Christoph Friedrich Blumhardt (1842–1919) was barely a year old when his father began his prayer battle for Gottlieben Dittus. Nevertheless, this experience would stand as a backdrop to everything he would experience in life. When his family moved to Bad Boll he was ten years old. Eventually, Christoph worked alongside his father, and after his father’s death, he carried on his father’s task.

Troubled by the publicity surrounding ­miraculous physical healing, Christoph retired from public preaching altogether. Although he continued to experience the healing powers of God, he came to believe that what the prophets and Jesus wanted most was a new world: the rulership of God over all things. God wanted to transform both the inner and the outer person, both individuals and entire societies.

No other writers have influenced my faith in God’s goodness and in his healing power more than the Blumhardts have. With bold confidence in the God who works miracles and a childlike acceptance of God’s will in all things, these two men point us to look beyond our physical condition to Jesus, who heals and brings life to both body and soul, and to his kingdom. For them, the redemptive reality of God’s healing love not only comforts us in our affliction but has the power to renew our spirits, providing us with the peace that passes understanding. They assure us that even the most material remedies can be improved by means of prayer, and that when we completely surrender to God’s will, much greater things will take place. This is good news indeed, especially for those who know firsthand the limitations of medical science and the impossibility of a pain-free life.

This is why I turn to the Blumhardts again and again to gain new courage and a fresh perspective. I’ve also shared their insights with friends and acquaintances who, in times of terrible suffering, felt bereft of faith and hope. Their words remind us that it is sometimes only through suffering that we come to understand and know the healing touch God wants to bestow. When we are confronted with our mortality, God wants to free us and show us that neither sickness nor death is the final power.

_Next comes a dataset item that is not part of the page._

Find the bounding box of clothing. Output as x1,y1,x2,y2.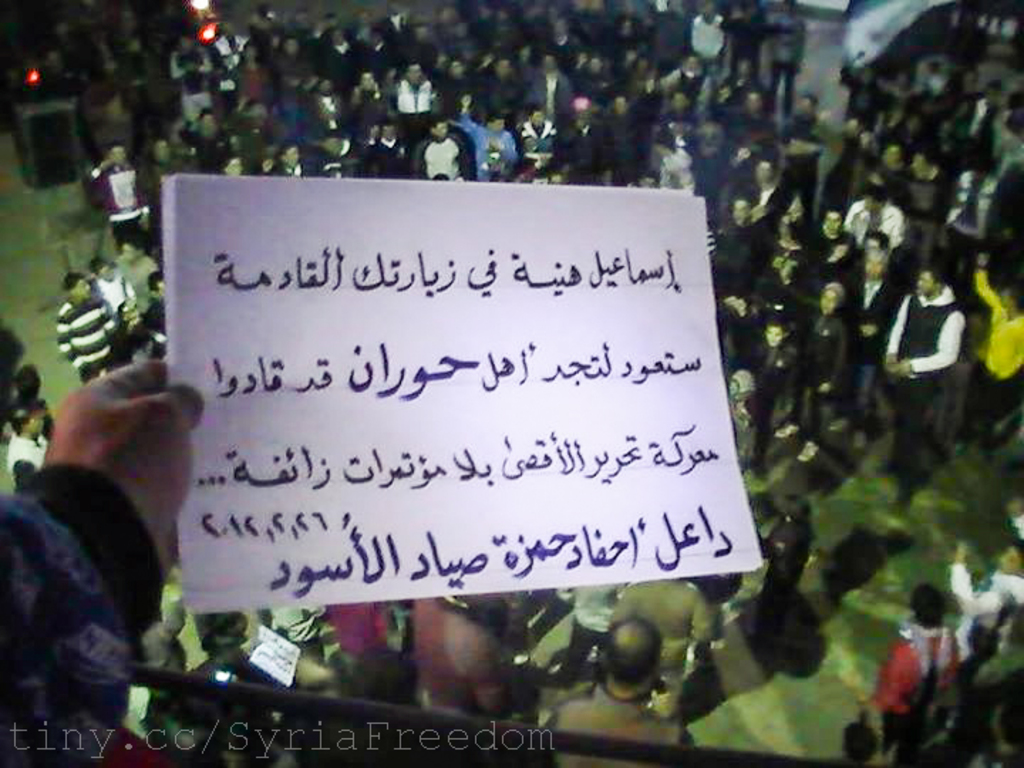
859,282,882,420.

I trust that you, the reader, will find this book a comfort, but also a challenge to live more fully for God and more surrendered to his will. I also hope you will think of others who might benefit from reading it. Only in Jesus is there real and lasting help. He is the true healer, the one who will not only raise us up to eternal life, but who will restore all things. He alone can bring the abundance of God’s unending life here into our earthly lives.